Readings: Is 66:10-14c; Gal 6:14-18; Lk 10:1-12,17-20
This Sunday the readings are about evangelization, the fourth sign of a
dynamic Catholic. The prophet Isaiah in the first reading uses the image of
sucking milk from mother’s abundant milk to help us see the link between us and
our mother Church that feeds and nourishes us. The reading urges us to drink
fully of the milk of our mother’s comfort and nurse with delight at her
abundant breasts. At times we can starve spiritually to death. Years ago there
was a picture of a mother and her baby in Ethiopia during one of the worst
droughts that brought a horrible famine and starvation there. The mother could
not eat enough food to produce milk for her baby. She sat there, her eyes
glazed over with suffering beyond imagination. She sat helplessly watching her
baby crying and dying of starvation. The Church faces a similar dilemma today
with so many of her children starving spiritually.
Jesus in the Gospel sends out his disciples on a mission to the margins
of society, to feed the multitudes who are hungry and thirsting for God’s Word;
those who yearn for God’s mercy and for healing. They so urgently need
nourishment, healing and God’s mercy. Yes, the harvest is ripe, but at times
wasting in the fields. We need more hands and more feet; we need more disciples
to go and feed more people with so much needed mercy and compassion. It is so
easy to get bogged down in institutions and forget the main focus of our
ministry. The purpose of our mission is to nourish God’s people - those on the
margins of society, those hungering and thirsting for the Word of God. In the midst
of human brokenness, they need wholeness; in the midst of broken married life,
they yearn for reconciliation and forgiveness; in the midst of spiritual
dehydration, they search for spiritual water to restore their strength. All
they are looking for is a word of inspiration that touches them right now.
In the Gospel, Luke uses several images to help us understand the kind
of Kingdom the disciples have to announce. The first image is the harvest being
abundant. From a human perspective we need a human solution, to organize a
workshop on vocations, to employ a vocations director, to mobilize the parishes
and round up all the young men and women! Jesus' solution is very simple: pray
to the Lord of the harvest to send workers. In contrast, our human tendency is
action: setting a task-force to study the matter and writing volumes of books!

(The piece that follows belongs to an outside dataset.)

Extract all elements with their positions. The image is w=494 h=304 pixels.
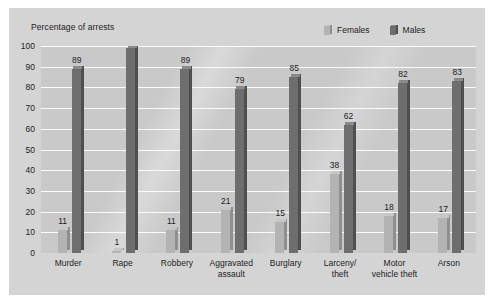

Of course we need both prayer and action. Family and personal prayer will
nourish and help lead to more workers in the vineyard. So what message do we
take home this Sunday? 1) The readings focus on our mission of feeding the
multitudes who are hungry and thirsting for God’s Word. 2) The reading make us
aware of the need for more workers in the vineyard; more volunteers in our
parish ministries. Jesus teaches us that family and personal prayer will
nourish and help lead to more workers in the vineyard. 3) In the midst of human
brokenness, we are called to lead people to wholeness; in the midst of broken
married life, we are called to lead couples to reconciliation and forgiveness.